Gender Equality
Even today, hundreds of millions of girls and women still have to fight to have their rights respected, while continuing to face gender discrimination in almost every aspect of their lives.
The international community has made specific commitments to gender equality with the adoption of the Convention on the Rights of the Child and Adolescence, the declarations of the Beijing Conference in 1995, and the 2030 Agenda for Sustainable Development Goals. However, we are still far from the goal. As long as half of the human population is denied fundamental rights, it will be impossible to create a fair, prosperous society where everyone can fully realize their potential.
Against inequality
Terre des Hommes places gender equality at the core of its interventions. In developing countries where we operate, girls constitute the majority of beneficiaries of projects for basic education, informal education, and vocational training. Their specific needs are taken into account in the organization of educational activities, remedial courses, and in the renovation of school buildings and related facilities.

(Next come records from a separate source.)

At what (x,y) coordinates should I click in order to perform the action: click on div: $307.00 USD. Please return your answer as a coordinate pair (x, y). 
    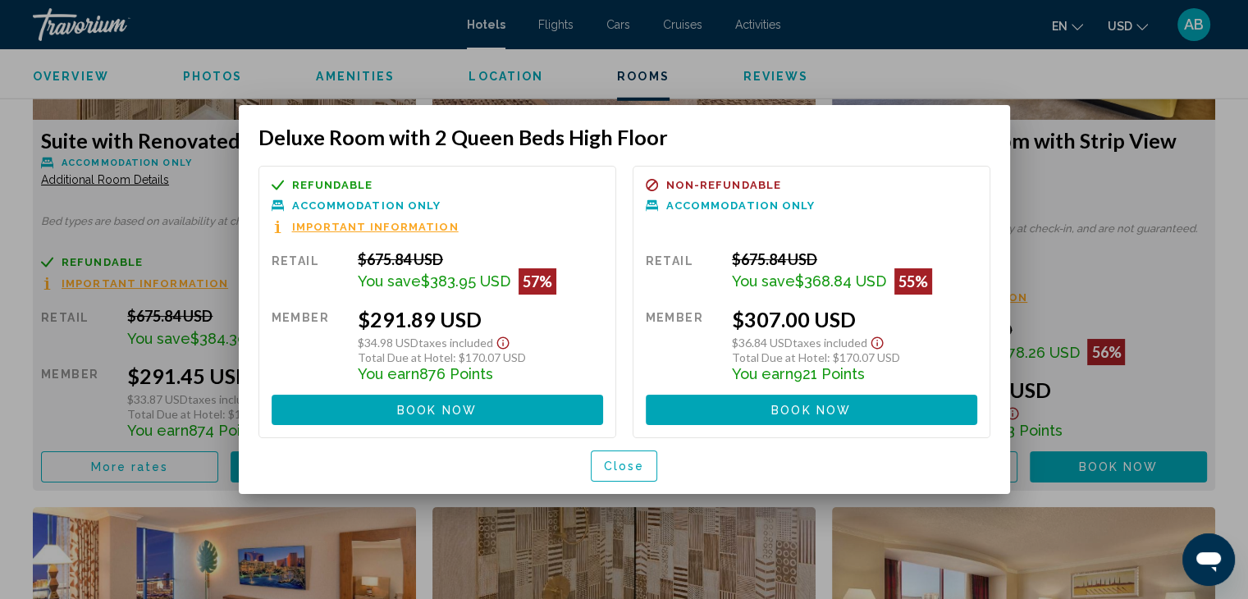
    Looking at the image, I should click on (854, 319).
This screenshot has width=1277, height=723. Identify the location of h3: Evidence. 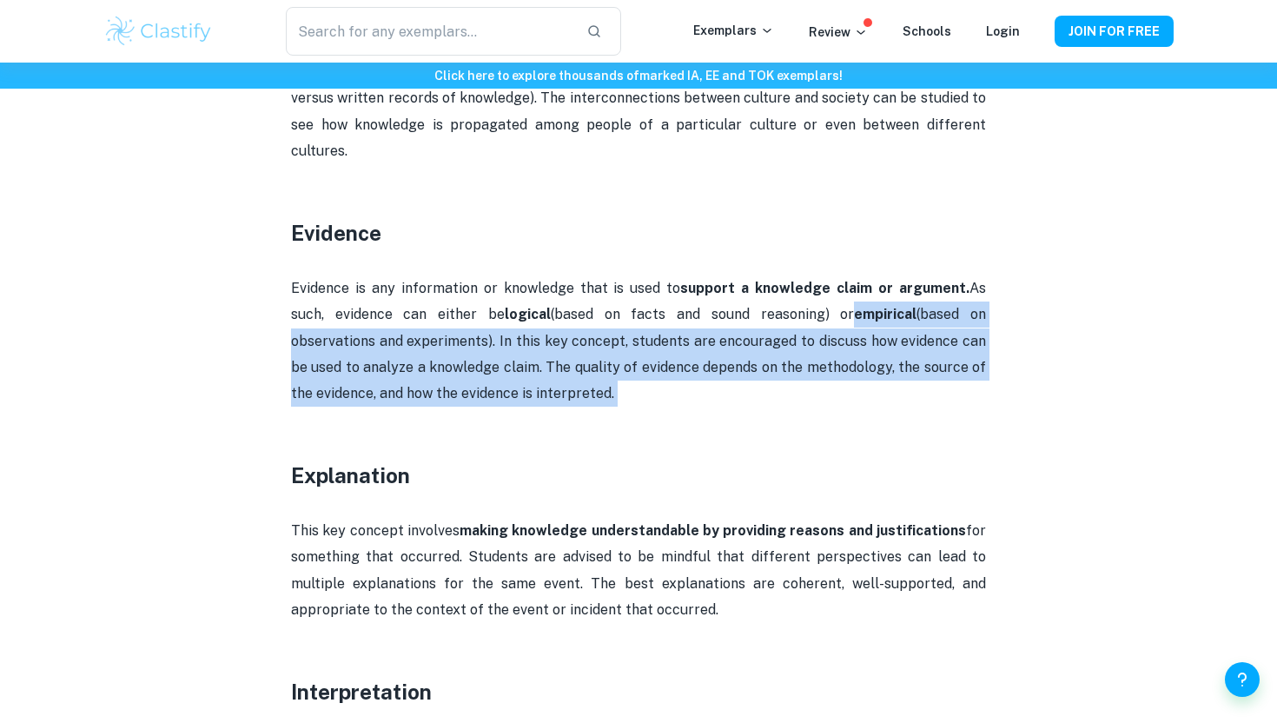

Awareness campaigns aimed at parents and communities always emphasize the rights of girls to study, play, and have leisure time, highlighting the risks of early marriages and pregnancies, harmful traditional practices such as female genital mutilation, and gender-based violence.
Maternal and child health interventions, respecting the cultural context, provide family planning services and information on sexually transmitted diseases, even for very young girls.
Interventions to provoke change
In emergencies and in contexts particularly at risk of phenomena such as trafficking, exploitation, sexual abuse, and early marriages, specific projects offer protection to girls to reduce risks and provoke cultural changes, also leveraging youth leadership. For example, in Bangladesh, we developed an app managed by a group of young female leaders to protect the younger residents of the slums of Dhaka from gender-based violence.
Income-generating programs prioritize girls and women where possible, considering their high economic vulnerability, also offering training in capital management and productive activities.